Besides the vast main space itself – with an event program encompassing exhibitions, workshops, symposiums and more – BankArt Station has transformed an adjoining underground passageway into a public art space. This disused pedestrian underpass now wows visitors with videos, photos and installations along the entire length of the passageway.

Details

Address:
Shin-Takashima Station B1F, 5-1 Minatomirai, Nishi-ku, Yokohama
Kanagawa
Opening hours:
11am-10.30pm, Sun 11am-10pm

What’s on

BankArt Life7 ‘UrbanNesting: Reinhabiting the City’

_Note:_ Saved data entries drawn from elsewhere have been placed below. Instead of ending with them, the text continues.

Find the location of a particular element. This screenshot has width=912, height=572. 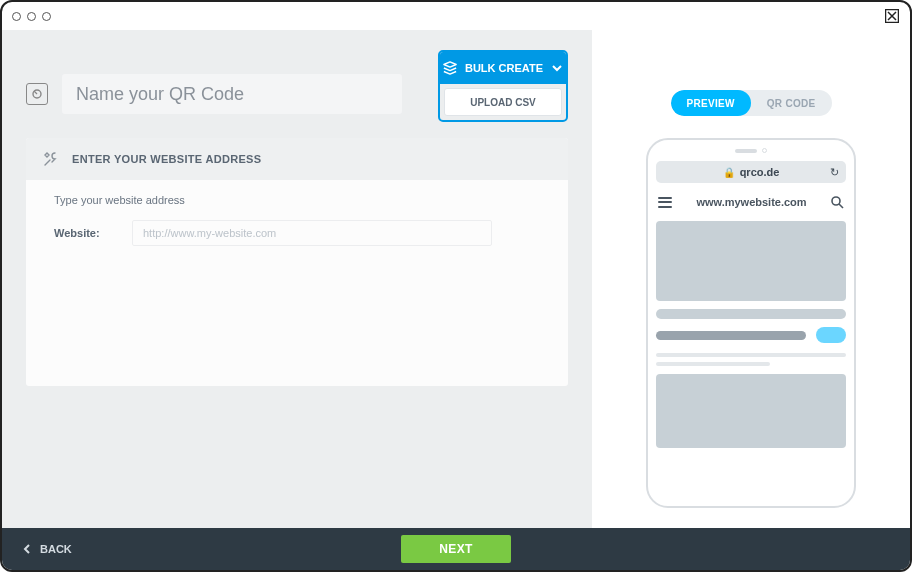

panel-header: ENTER YOUR WEBSITE ADDRESS is located at coordinates (297, 159).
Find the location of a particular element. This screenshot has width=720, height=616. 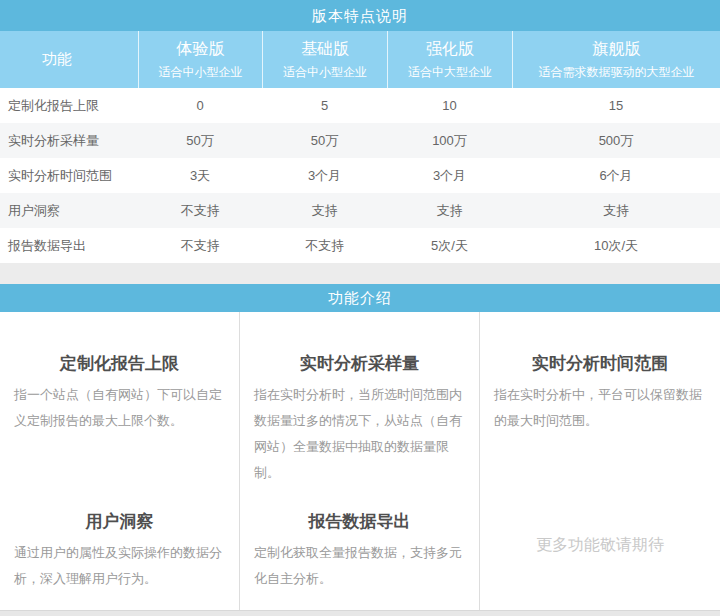

card-title: 用户洞察 is located at coordinates (120, 522).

Enjoying a symbiotic existence with the Yokohama Triennale, the BankArt Life programme of exhibitions has been held in conjunction with every iteration of the Triennale since its inception in 2004. Organised by BankArt 1929, this seventh edition centres on the non-profit arts organisation’s new subterranean headquarters, BankArt Station, and seeks to bring art into ‘everyday spaces and situations’. BankArt Station’s underground space above Shin-Takashima Station is hosting large-scale works by Yukinori Yanagi, Kenjiro Okazaki and Tadashi Kawamata, who are joining several regular BankArt artists in presenting a ‘newfound world’ within the city. Other notable participants in the 42-artist lineup include Yusuke Asai, Kenjiro Okazaki, Junya Kataoka + Rie Iwatake, Muku Kobayashi, Ryudai Takano, Michiko Nakatani, Midori Mitamura, Taichi Yoshimura, and blanClass + Megumi Kamimura. Besides BankArt Station, the exhibition will stretch across Minato Mirai, Kannai and Yokohama Portside. Be sure to keep an eye out for Ishiuchi Miyako’s large-scale photo installation ‘Silk Threaded Memories’ at the concourse of Bashamichi Station, beneath the former centre of Yokohama’s famous silk trade.